November 30, 2009 2:00 am

Russia orders terror probe as rail explosion kills 26

Russian authorities have begun a criminal investigation into a suspected terrorist bomb attack that derailed a luxury train en route from Moscow to St Petersburg on Friday night, killing at least 26 people and injuring about 100.

It was the largest such attack in Russia for five years, and the prevailing version in the Russian media is that the bombers could be linked to Islamic extremist groups operating in Russia's troubled north Caucasus region. No one has claimed responsibility for the blast.

Vladimir Markin, a spokesman for the investigative committee of the Russian general prosecutor's office, said the incident was a terrorist attack, but it was "too early to speak about suspects".

But Ren-TV reported that investigators were searching for a group of men who had been staying in a town near the site of the blast. "Investigators say the bombers left much evidence behind," a programme on the Russian channel said.

Alexander Bortnikov, head of Russia's Federal Security Service, said investigators had found pieces of a trackside bomb that detonated with the force of about seven kilograms of TNT.

The last big terrorist attack in Russia was in August, when a suicide bomber drove a lorry full of explosives into a police station, killing 21 people, in Nazran, the capital of Ingushetia, in the north Caucasus.

An Islamic extremist group based in Chechnya and linked to the warlord Doku Umarov was apparently behind an attack in August 2007 that targeted the same train on the Moscow-St Petersburg route, according to a statement by the prosecutor's office. That attack derailed the train but caused only injuries.

Vladimir Yakunin, head of Russian railways, defended the response of the emergency services to Friday's blast, in a remote area. "Our trains are adequately equipped and our conductors go through special training," he said.

"The emergency services arrived after one hour, and the locomotive [crew] and conductors performed first aid at the scene."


Task –
In the data below, find every line with the word "Time" and copy it out.

== == ==

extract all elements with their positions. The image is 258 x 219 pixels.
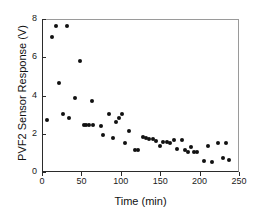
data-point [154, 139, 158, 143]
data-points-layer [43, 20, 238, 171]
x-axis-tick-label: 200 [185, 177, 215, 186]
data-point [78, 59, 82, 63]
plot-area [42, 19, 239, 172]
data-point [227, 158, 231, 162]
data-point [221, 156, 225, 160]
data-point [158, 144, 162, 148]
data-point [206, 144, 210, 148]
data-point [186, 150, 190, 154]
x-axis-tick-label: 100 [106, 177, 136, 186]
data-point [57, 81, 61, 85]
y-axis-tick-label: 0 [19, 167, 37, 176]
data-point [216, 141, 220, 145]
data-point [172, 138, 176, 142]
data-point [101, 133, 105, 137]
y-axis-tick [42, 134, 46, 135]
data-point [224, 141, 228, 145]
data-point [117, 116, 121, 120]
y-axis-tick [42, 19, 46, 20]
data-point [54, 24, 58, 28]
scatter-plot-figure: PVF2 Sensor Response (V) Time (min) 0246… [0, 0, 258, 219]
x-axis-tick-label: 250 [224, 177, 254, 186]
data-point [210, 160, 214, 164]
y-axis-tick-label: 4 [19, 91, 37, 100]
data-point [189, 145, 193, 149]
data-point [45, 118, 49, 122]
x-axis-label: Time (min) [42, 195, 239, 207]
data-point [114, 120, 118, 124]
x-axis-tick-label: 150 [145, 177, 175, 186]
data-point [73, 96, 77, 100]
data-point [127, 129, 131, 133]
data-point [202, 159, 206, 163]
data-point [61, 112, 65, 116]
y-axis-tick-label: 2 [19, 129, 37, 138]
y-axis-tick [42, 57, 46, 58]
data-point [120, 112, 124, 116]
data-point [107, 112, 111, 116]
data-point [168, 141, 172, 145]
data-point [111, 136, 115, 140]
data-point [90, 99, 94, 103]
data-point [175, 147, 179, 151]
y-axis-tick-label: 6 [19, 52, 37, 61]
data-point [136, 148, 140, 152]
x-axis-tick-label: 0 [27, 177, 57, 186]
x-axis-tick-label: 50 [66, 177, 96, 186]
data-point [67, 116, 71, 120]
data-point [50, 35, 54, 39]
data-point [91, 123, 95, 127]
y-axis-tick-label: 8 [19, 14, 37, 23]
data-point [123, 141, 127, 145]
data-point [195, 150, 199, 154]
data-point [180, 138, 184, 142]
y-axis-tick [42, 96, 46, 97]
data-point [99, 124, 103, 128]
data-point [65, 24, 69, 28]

== == ==

Response box –
scatter-plot-figure: PVF2 Sensor Response (V) Time (min) 0246… [0, 0, 258, 219]
x-axis-label: Time (min) [42, 195, 239, 207]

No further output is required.